Equal gaiety reigned within doors, where a large party of friends were entertained. Every one laughed at his own pleasantry, without attending to that of his neighbours. Loads of bride-cake were distributed. The young ladies were all busy in passing morsels of it through the wedding ring to dream on, and I myself assisted a fine little boarding-school girl in putting up a quantity for her companions, which I have no doubt will set all the little heads in the school gadding, for a week at least.
After dinner all the company, great and small, gentle and simple, abandoned themselves to the dance: not the modern quadrille, with its graceful gravity, but the merry, social, old country dance; the true dance, as the squire says, for a wedding occasion; as it sets all the world jigging in couples; hand in hand, and makes every eye and every heart dance merrily to the music. According to frank old usage, the gentlefolks of the Hall mingled, for a time, in the dance of the peasantry, who had a great tent erected for a ball-room; and I think I never saw Master Simon more in his element than when figuring about among his rustic admirers, as master of the ceremonies; and, with a mingled air of protection and gallantry, leading out the quondam Queen of May – all blushing at the signal honour conferred upon her.
In the evening, the whole village was illuminated, excepting the house of the radical, who has not shown his face during the rejoicings. There was a display of fireworks at the school-house, got up by the prodigal son, which had wellnigh set fire to the building. The squire is so much pleased with the extraordinary services of this last-mentioned worthy, that he talks of enrolling him in his list of valuable retainers, and promoting him to some important post on the estate; peradventure to be falconer, if the hawks can ever be brought into proper training.

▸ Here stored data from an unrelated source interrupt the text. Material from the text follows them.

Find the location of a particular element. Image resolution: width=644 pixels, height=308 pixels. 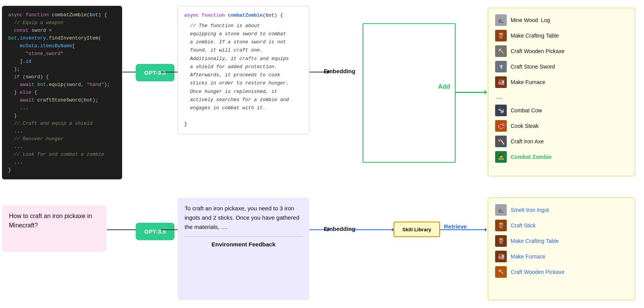

add-arrow is located at coordinates (471, 92).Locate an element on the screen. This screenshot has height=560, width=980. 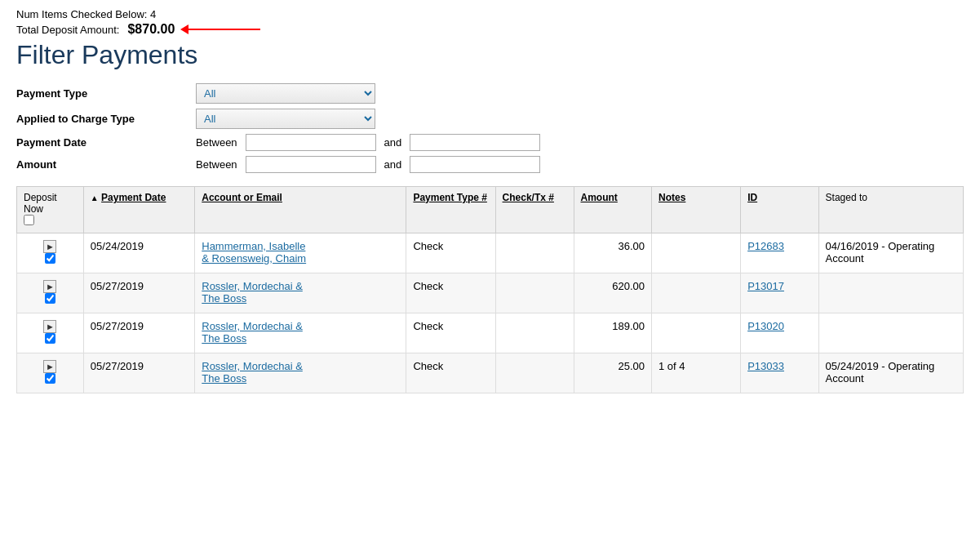
charge-type-row: Applied to Charge Type All is located at coordinates (490, 119).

There is a well-known old proverb that says, "one wedding makes many" – or something to the same purpose; and I should not be surprised if it holds good in the present instance. I have seen several flirtations among the young people that have been brought together on this occasion; and a great deal of strolling about in pairs, among the retired walks and blossoming shrubberies of the old garden; and if groves were really given to whispering, as poets would fain make us believe, Heaven knows what love-tales the grave-looking old trees about this venerable country-seat might blab to the world. The general, too, has waxed very zealous in his devotions within the last few days, as the time of her ladyship's departure approaches. I observed him casting many a tender look at her during the wedding dinner, while the courses were changing; though he was always liable to be interrupted in his adoration by the appearance of any new delicacy. The general, in fact, has arrived at that time of life when the heart and the stomach maintain a kind of balance of power; and when a man is apt to be perplexed in his affections between a fine woman and a truffled turkey. Her ladyship was certainly rivalled through the whole of the first course by a dish of stewed carp; and there was one glance, which was evidently intended to be a point-blank shot at her heart, and could scarcely have failed to effect a practicable breach, had it not unluckily been diverted away to a tempting breast of lamb, in which it immediately produced a formidable incision.